In this article, LWPs seem to be different from threads? Is this correct? If they're not threads, what are they?
(Replying to PARENT post)
Lulz? Here's a much simpler explanation: it's a polling server. It's not an intentional approximation of this or that (Erlang), this is just how event loops using select\poll\epoll\kqueue have always worked. Unless you want to do a bunch of extra work and throw in per-core preforking\threading and scrap the libev dependency Node built upon.
(Replying to PARENT post)
However, I don't think the inability of current JavaScript to do async I/O without callbacks is Node's biggest problem. As others have said, it works for smaller projects (and even has some geek appeal). And as Havoc Pennington and Dave Herman have explained, generators (which are coming with ECMAScript Harmony) and promises will eventually provide a very nice solution. So Node has a path to grow out of the callback model without giving up its single threaded paradigm.
http://blog.ometer.com/2010/11/28/a-sequential-actor-like-ap...
http://blog.mozilla.com/dherman/2011/03/11/who-says-javascri...
The bigger problem (which I don't see getting solved anywhere down the road) is the lack of preemptive scheduling, which is available in Erlang or on the JVM. What you see under high load with Node is that latency is spread almost linearly over a very wide spectrum, from very fast to very slow, whereas response times on a preemptively scheduled platform are much more uniform.
http://jlouisramblings.blogspot.com/2010/12/differences-betw...
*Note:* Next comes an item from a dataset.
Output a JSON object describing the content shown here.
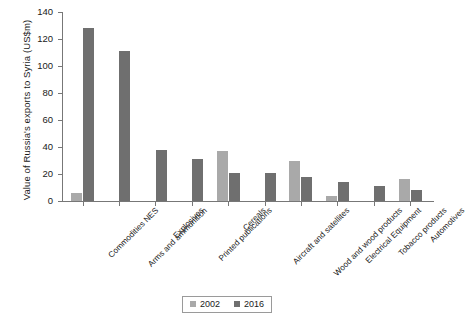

And no, this is something that can't be solved by distributing load over multiple CPU cores. This is problem really manifests itself within each core, and it is a direct consequence of Node's single threaded execution model. If anybody knows how to solve this without resorting to some kind of preemptive threading I'd be very curious to hear about it.
(Replying to PARENT post)
What are some good web libraries for Erlang?
(Replying to PARENT post)
(Replying to PARENT post)
(Replying to PARENT post)
This is like saying "This Honda Civic clearly sucks compared to my helicopter. Let me write you an article about everything that my helicopter does betting that your Civic". Clearly the Civic was build for another purpose and so the comparison is void.
(Replying to PARENT post)
(Replying to PARENT post)
This is a blanket statement that perhaps displays the author's opinion on Javascript as a language itself.
(Replying to PARENT post)
Unless you write your own Objective-C http server and run it on Mac OS X Server (it's not that hard, I've done it), this isn't very useful for Web programming. However, if you're comparing the languages / frameworks themselves (you can use all three to code command line tools, for example), GCD becomes a very seductive option.
GCD works by throwing code blocks (obj-c closures) into queues, and letting the runtime do its magic. You can have it execute code synchronously, asynchronously, or in parallel.
GCD will optimize and distribute your blocks the the available CPU cores. You can even enumerate using blocks, and instead of doing loop iterations one by one, it'll distribute them to the cores in parallel.